2. The "New Hire Brought Their Favorite" pattern. Every new employee has tools they swear by from previous jobs. Instead of adapting to existing systems, they bring their own. Now you have three project management tools because three people have three preferences.
3. The "We Needed It For One Project" pattern. A specific client or project required a specific tool. The project ended. The subscription didn't.
4. The "This Solves Everything" pattern. Someone finds a tool that promises to replace five others. You add it to the stack. But nobody actually migrates off the old tools. Now you have six tools instead of five.
5. The "Nobody Owns This Decision" pattern. Without a clear owner for the tech stack, anyone can add tools but nobody removes them. Entropy wins.
The Audit Process: How to Fix It
Here's the framework we use with clients who are drowning in subscriptions:
Step 1: Inventory everything. Pull credit card statements, check with accounting, search email for subscription confirmations. You will find tools you forgot existed. One client discovered they'd been paying for a social media scheduler for two years after switching to a different one.
Step 2: Map actual usage. For each tool, answer: Who uses this? How often? What for? Be honest. "We use it for everything" usually means "We use it for one specific thing and could probably do that elsewhere."
Step 3: Identify overlap. How many tools do project management? How many handle communication? How many store documents? List every tool by function and you'll see the redundancy clearly.
Step 4: Pick winners. For each function, choose one tool. The best tool isn't always the most powerful.
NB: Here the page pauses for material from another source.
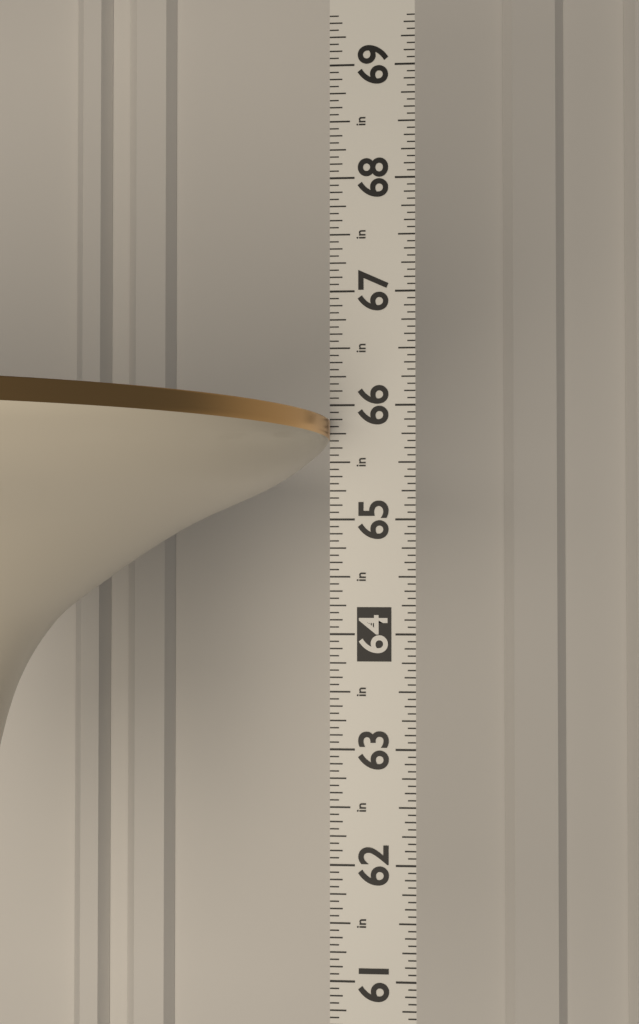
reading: 65.8750 in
It's the one your team will actually use consistently. Adoption beats features.
Step 5: Execute the cut. This is where most audits fail. Knowing what to cut is easy. Actually canceling subscriptions and migrating workflows is hard. Set a deadline. Assign an owner. Make it happen.
What a Healthy Stack Looks Like
For a small team (under 10 people), you probably need six tools, not sixty:
- Communication: One platform. Slack or Teams, not both.
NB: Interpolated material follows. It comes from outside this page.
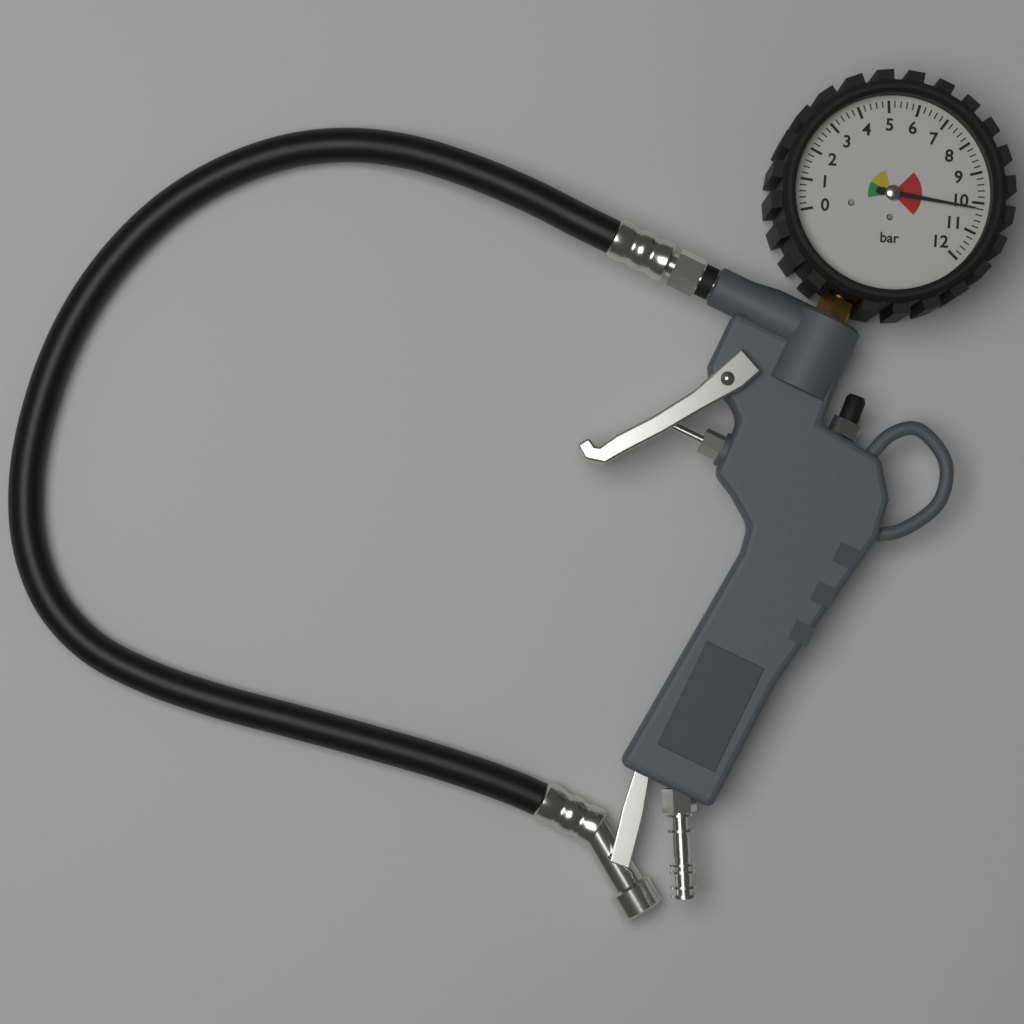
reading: 10.2 bar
- Project/Task Management: One platform. Pick based on how your team actually works.
- Documents: One platform. Google Workspace or Notion, not a mix.
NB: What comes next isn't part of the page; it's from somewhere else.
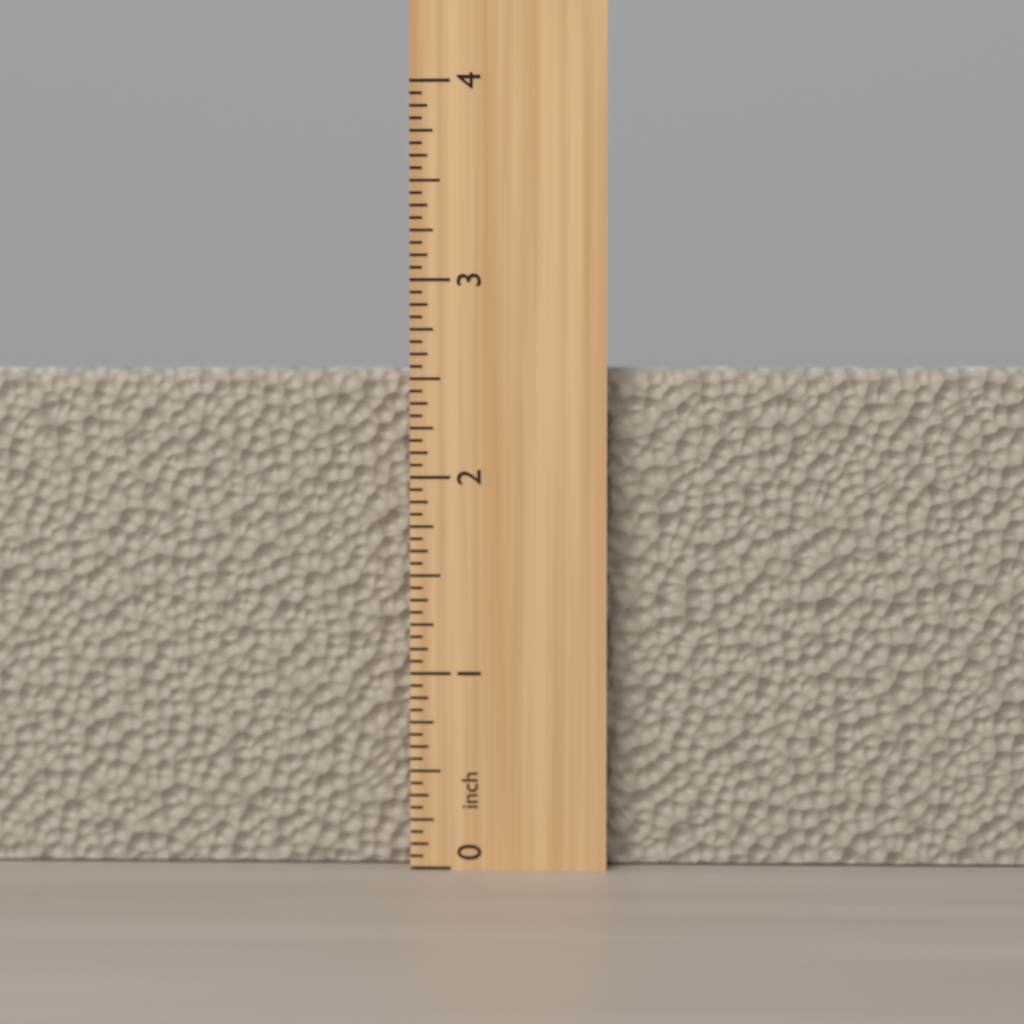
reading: 2.5625 inch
- CRM: One platform. Even a spreadsheet beats three half-used CRMs.
- Accounting: One platform. QuickBooks, Xero, whatever. Just one.
- Industry-Specific: Whatever your actual work requires.
That's it. Everything else is probably costing you more than it's worth.
Warning Signs You Have a Problem
If any of these sound familiar, you're probably due for an audit:
- You can't list all your software subscriptions from memory
- New hires ask "which tool do we use for X?" and get different answers
- You have multiple tools that do the same thing "for different use cases"
- Your monthly software spend surprises you when you actually add it up
- Important information is "somewhere" but nobody can find it quickly
The Bottom Line
That Reddit post resonated because it's not an outlier. It's an extreme version of what's happening at most companies. The $180K number is shocking, but plenty of 10-person teams are quietly spending $50K on tools they barely use.
The fix isn't complicated. Inventory, evaluate, consolidate, execute. The hard part is actually doing it instead of adding another tool to your stack.
Tuscan Agency helps small businesses audit and optimize their tech stacks. If you're not sure what you're paying for or whether it's worth it, let's talk.